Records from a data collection
□ □ □ □ □

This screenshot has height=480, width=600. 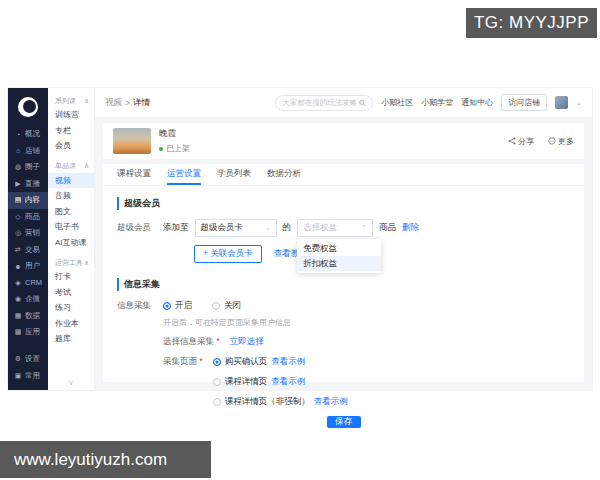 I want to click on save-button: 保存, so click(x=344, y=422).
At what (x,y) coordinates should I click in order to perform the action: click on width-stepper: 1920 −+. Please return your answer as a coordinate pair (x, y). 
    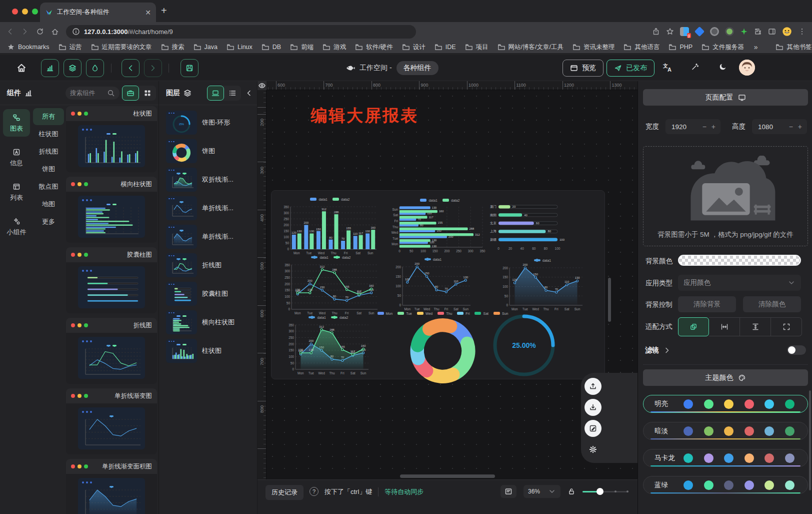
    Looking at the image, I should click on (693, 127).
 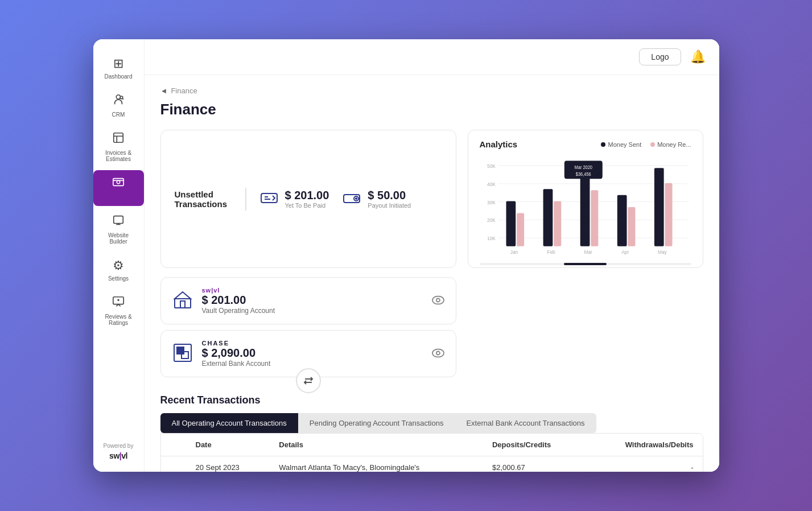 What do you see at coordinates (118, 139) in the screenshot?
I see `invoices-icon` at bounding box center [118, 139].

□ □ □ □ □

Beginning at the line that contains "At what (x,y)", transcribe it and every later line through the last line of the data above, exactly, and drop the pictures.

At what (x,y) coordinates should I click in order to perform the action: click on width-stepper: 1920 −+. Please return your answer as a coordinate pair (x, y). 
    Looking at the image, I should click on (693, 127).
  What do you see at coordinates (118, 139) in the screenshot?
I see `invoices-icon` at bounding box center [118, 139].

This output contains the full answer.